Spotlight

Single-payer simplistic: Good intent, ill-conceived health plan

  

By Eric Fehrnstrom |   Monday, June 22, 2009 | http://www.bostonherald.com | Op-Ed
 
The lesson from health care reform in Massachusetts is that you don’t need a government insurance plan to get everyone covered.
 
It’s a lesson lost on leading Democrats like Howard Dean, who insists there can be no meaningful overhaul unless you “give Americans a choice between a public and private system.” With their blind insistence on government insurance, liberals run the risk of derailing the entire reform effort.
 
In Massachusetts, the groundbreaking health care reform signed into law by Gov. Mitt Romney in 2006 has led to 440,000 more people getting coverage without a government-run option. Nearly 98 percent of citizens are now enrolled in a plan. No other state has made faster progress in covering its uninsured.
 
Liberals attack it because it’s not single-payer, and some conservatives object to the individual mandate, but 69 percent of the public expressed its approval in a recent survey. It passed with support of the business community, hospitals, private insurers, Republicans and Democrats. In the 200-member Legislature, there were two dissenting votes, a bipartisan miracle.
 
The market-driven Massachusetts approach is simple: Strip away regulations to lower the cost of private policies, require everyone to have coverage just as they must for their autos, and convert the money we already spend on free care into subsidies to help the needy buy insurance.
 
Is it perfect? No, like any bold experiment, it’s going to require fine-tuning. But already some of its best features are being copied by President Barack Obama, such as a health insurance exchange where individuals and small businesses can shop for affordable plans.
 
Critics who complain about the cost of the subsidies overlook the progress in reducing state payments for free care, a nearly 40 percent drop from $661 million in 2007 to $410 million in 2008. Having achieved near-total coverage, there’s no reason Gov. Deval Patrick can’t further reduce that number. He can drive costs down even more by making adjustments in benefits and by requiring everyone to contribute something to the cost of their insurance.
 
As it is now, none of the constituencies needed to make health care reform a success are willing to fully get behind Obama’s effort as long as it includes public insurance - not the U.S. Chamber of Commerce, not the American Medical Association and not the 1,300 insurers represented by the national association America’s Health Insurance Plans.
 
And who can blame them? Obama has long been an advocate of a single-payer system, as is Health and Human Services Secretary Kathleen Sebelius.
 
In 2003, as a state senator, Obama told the AFL-CIO, “I am a proponent of a single-payer universal health care program.” Last year, Obama pledged to build on the existing system, but still wouldn’t rule out single-payer down the road.
 
Sebelius, speaking at Harvard in 2007, said, “I’m all for a single-payer system eventually,” but for now wants to “work with what we’ve got” to fill the gaps.
 
No wonder free market advocates fear a Trojan horse strategy that moves us to single-payer “eventually.”
 
The last thing America needs is a government takeover of health care, which represents 17 percent of the economy. Massachusetts proved it’s possible to get more people covered by strengthening the free market. This is the course that national health care reformers should follow.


Activity
How many lines in the records below contain "flowchart"? Answer with the number alone.

Dataset records on visual material:

────────────────

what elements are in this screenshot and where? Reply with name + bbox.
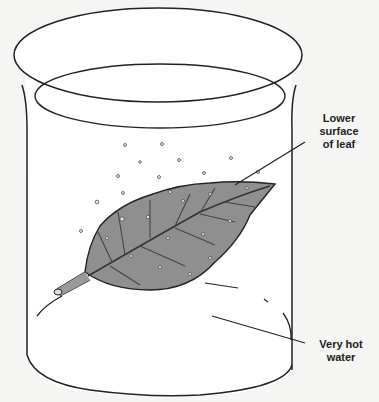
beaker-right-wall bbox=[292, 85, 296, 370]
stalk-end bbox=[54, 289, 62, 295]
diagram-canvas: Lower surface of leaf Very hot water bbox=[0, 0, 379, 402]
hot-water-label: Very hot water bbox=[308, 338, 374, 364]
beaker-left-wall bbox=[22, 85, 27, 355]
leaf-surface-label: Lower surface of leaf bbox=[306, 112, 372, 151]
beaker-rim bbox=[14, 8, 302, 102]
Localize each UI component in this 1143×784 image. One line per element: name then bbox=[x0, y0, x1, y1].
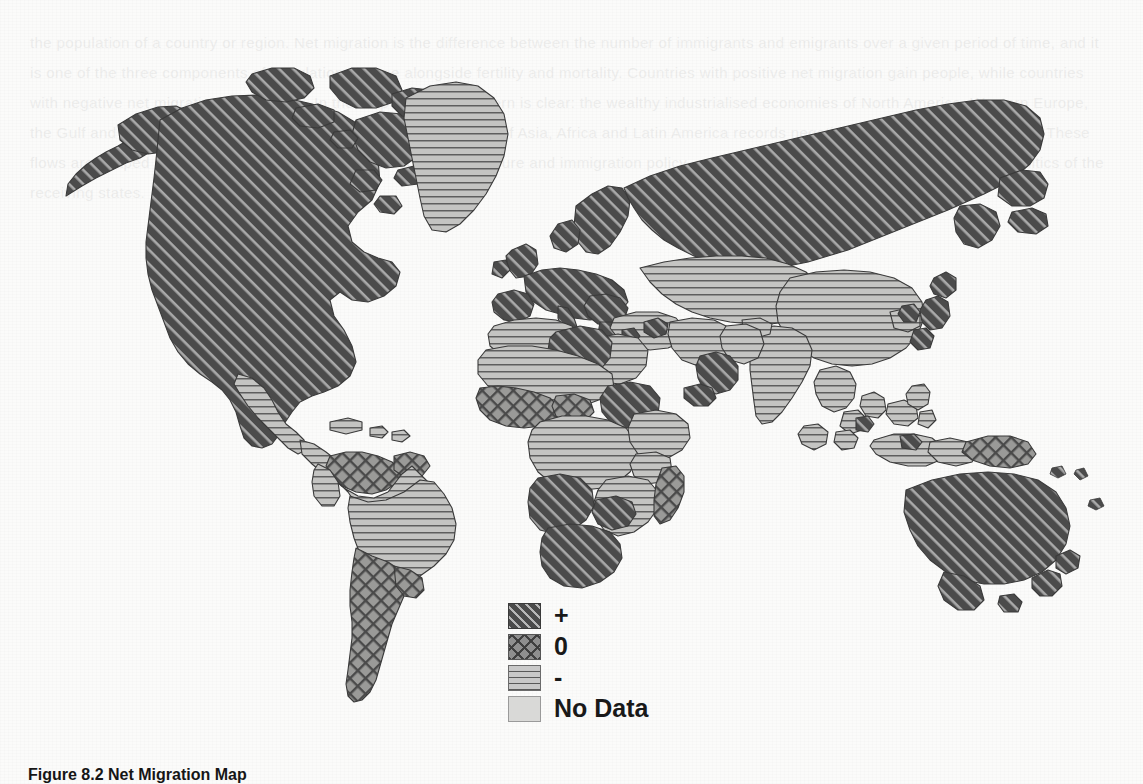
map-legend: + 0 - No Data bbox=[508, 600, 718, 724]
legend-swatch-no-data bbox=[508, 696, 541, 722]
legend-item-zero[interactable]: 0 bbox=[508, 631, 718, 662]
region-greenland bbox=[404, 82, 508, 232]
legend-swatch-zero bbox=[508, 634, 541, 660]
legend-swatch-plus bbox=[508, 603, 541, 629]
figure-caption: Figure 8.2 Net Migration Map bbox=[28, 766, 247, 784]
region-southeast-asia bbox=[798, 366, 978, 466]
figure-page: the population of a country or region. N… bbox=[0, 0, 1143, 784]
legend-swatch-minus bbox=[508, 665, 541, 691]
legend-item-no-data[interactable]: No Data bbox=[508, 693, 718, 724]
legend-item-plus[interactable]: + bbox=[508, 600, 718, 631]
legend-item-minus[interactable]: - bbox=[508, 662, 718, 693]
region-caribbean bbox=[330, 418, 410, 442]
legend-label-zero: 0 bbox=[554, 634, 568, 659]
region-new-guinea bbox=[962, 436, 1036, 468]
legend-label-no-data: No Data bbox=[554, 696, 648, 721]
legend-label-plus: + bbox=[554, 603, 569, 628]
region-russia bbox=[624, 100, 1048, 268]
legend-label-minus: - bbox=[554, 665, 562, 690]
region-southern-cone bbox=[346, 548, 424, 702]
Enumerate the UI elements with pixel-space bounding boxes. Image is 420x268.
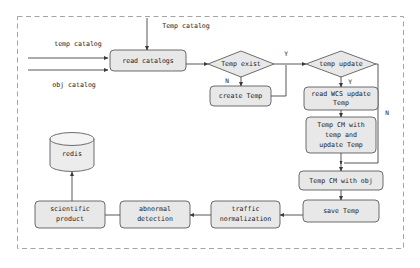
node-read-catalogs-label: read catalogs	[122, 57, 174, 65]
node-save-temp-label: save Temp	[323, 207, 359, 215]
node-temp-cm-with-temp-label-1: Temp CM with	[317, 121, 365, 129]
node-traffic-normalization-label-1: traffic	[232, 205, 260, 213]
node-create-temp-label: create Temp	[219, 92, 263, 100]
label-top-temp-catalog: Temp catalog	[162, 22, 210, 30]
node-read-wcs-update-temp[interactable]: read WCS update Temp	[304, 87, 378, 110]
branch-label-temp-update-yes: Y	[348, 78, 352, 85]
branch-label-temp-exist-yes: Y	[284, 50, 288, 57]
node-scientific-product-label-1: scientific	[50, 205, 90, 213]
node-redis[interactable]: redis	[50, 133, 94, 172]
branch-label-temp-update-no: N	[385, 109, 389, 116]
node-abnormal-detection[interactable]: abnormal detection	[120, 201, 190, 228]
node-scientific-product[interactable]: scientific product	[35, 201, 105, 228]
node-save-temp[interactable]: save Temp	[303, 200, 379, 222]
node-abnormal-detection-label-2: detection	[137, 215, 173, 223]
node-temp-cm-with-temp-label-3: update Temp	[319, 141, 363, 149]
label-left-temp-catalog: temp catalog	[54, 40, 102, 48]
node-abnormal-detection-label-1: abnormal	[139, 205, 171, 213]
edge-create-temp-back-to-main	[271, 65, 286, 96]
node-redis-label: redis	[62, 150, 82, 158]
node-temp-cm-with-temp-label-2: temp and	[325, 131, 357, 139]
node-read-catalogs[interactable]: read catalogs	[110, 50, 186, 71]
label-left-obj-catalog: obj catalog	[52, 81, 96, 89]
node-temp-exist-label: Temp exist	[221, 60, 261, 68]
node-temp-exist[interactable]: Temp exist	[208, 51, 274, 77]
node-create-temp[interactable]: create Temp	[210, 86, 271, 106]
node-temp-update-label: temp update	[319, 60, 363, 68]
node-temp-update[interactable]: temp update	[306, 51, 376, 77]
node-temp-cm-with-temp[interactable]: Temp CM with temp and update Temp	[306, 117, 376, 153]
node-temp-cm-with-obj[interactable]: Temp CM with obj	[299, 171, 383, 190]
node-scientific-product-label-2: product	[56, 215, 84, 223]
node-temp-cm-with-obj-label: Temp CM with obj	[309, 177, 373, 185]
flowchart-canvas: read catalogs Temp exist create Temp tem…	[0, 0, 420, 268]
branch-label-temp-exist-no: N	[225, 77, 229, 84]
node-redis-top	[50, 133, 94, 146]
node-traffic-normalization[interactable]: traffic normalization	[211, 201, 280, 228]
node-traffic-normalization-label-2: normalization	[220, 215, 272, 223]
node-read-wcs-update-temp-label-2: Temp	[333, 99, 349, 107]
node-read-wcs-update-temp-label-1: read WCS update	[311, 90, 371, 98]
flowchart-diagram: read catalogs Temp exist create Temp tem…	[0, 0, 420, 268]
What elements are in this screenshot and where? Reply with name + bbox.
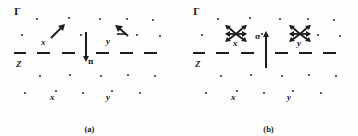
label-y-lower: y [287, 93, 291, 102]
lattice-dot [126, 18, 128, 20]
lattice-dot [68, 17, 70, 19]
lattice-dot [24, 92, 26, 94]
label-gamma: Γ [193, 8, 199, 17]
label-sigma: σ [255, 33, 261, 41]
single-arrow-up-right-icon [50, 24, 66, 40]
lattice-dot [55, 90, 57, 92]
lattice-dot [136, 34, 138, 36]
label-y-upper: y [106, 37, 110, 46]
label-zone-z: Z [16, 60, 22, 69]
panel-b: σ [179, 0, 358, 136]
label-y-lower: y [106, 93, 110, 102]
lattice-dot [308, 74, 310, 76]
panel-a-caption: (a) [0, 124, 179, 134]
lattice-dot [205, 92, 207, 94]
lattice-dot [333, 19, 335, 21]
lattice-dot [339, 35, 341, 37]
panel-b-caption: (b) [179, 124, 358, 134]
lattice-dot [82, 92, 84, 94]
dashed-midline-segment [299, 52, 312, 54]
dashed-midline-segment [96, 52, 109, 54]
label-x-lower: x [231, 93, 236, 102]
lattice-dot [36, 18, 38, 20]
zone-boundary-line [265, 36, 267, 68]
lattice-dot [159, 35, 161, 37]
dashed-midline-segment [62, 52, 75, 54]
lattice-dot [80, 34, 82, 36]
label-gamma: Γ [14, 8, 20, 17]
arrow-up-head-icon [263, 31, 269, 37]
lattice-dot [99, 18, 101, 20]
lattice-dot [249, 17, 251, 19]
single-arrow-up-left-icon [114, 23, 130, 39]
figure-container: x y Γ π Z x y (a) [0, 0, 358, 136]
lattice-dot [320, 92, 322, 94]
lattice-dot [263, 92, 265, 94]
lattice-dot [292, 90, 294, 92]
label-pi: π [88, 58, 94, 66]
lattice-dot [69, 74, 71, 76]
panel-a-plot-area: x y Γ π Z x y [14, 8, 166, 106]
dashed-midline-segment [323, 52, 336, 54]
dashed-midline-segment [193, 52, 205, 54]
dashed-midline-segment [241, 52, 254, 54]
lattice-dot [236, 90, 238, 92]
lattice-dot [100, 75, 102, 77]
dashed-midline-segment [37, 52, 50, 54]
lattice-dot [154, 75, 156, 77]
lattice-dot [111, 90, 113, 92]
lattice-dot [21, 34, 23, 36]
lattice-dot [335, 75, 337, 77]
label-y-upper: y [297, 39, 301, 48]
label-zone-z: Z [195, 60, 201, 69]
lattice-dot [317, 34, 319, 36]
lattice-dot [139, 92, 141, 94]
panel-b-plot-area: σ [193, 8, 345, 106]
lattice-dot [201, 34, 203, 36]
lattice-dot [281, 75, 283, 77]
lattice-dot [127, 74, 129, 76]
lattice-dot [250, 74, 252, 76]
dashed-midline-segment [275, 52, 288, 54]
lattice-dot [307, 18, 309, 20]
lattice-dot [39, 75, 41, 77]
label-x-lower: x [50, 93, 55, 102]
lattice-dot [220, 75, 222, 77]
label-x-upper: x [41, 38, 46, 47]
panel-a: x y Γ π Z x y (a) [0, 0, 179, 136]
dashed-midline-segment [14, 52, 26, 54]
dashed-midline-segment [144, 52, 157, 54]
dashed-midline-segment [216, 52, 229, 54]
lattice-dot [217, 18, 219, 20]
lattice-dot [279, 18, 281, 20]
dashed-midline-segment [120, 52, 133, 54]
zone-boundary-line [85, 32, 87, 58]
label-x-upper: x [233, 39, 238, 48]
lattice-dot [152, 19, 154, 21]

────────────────

The completed task
2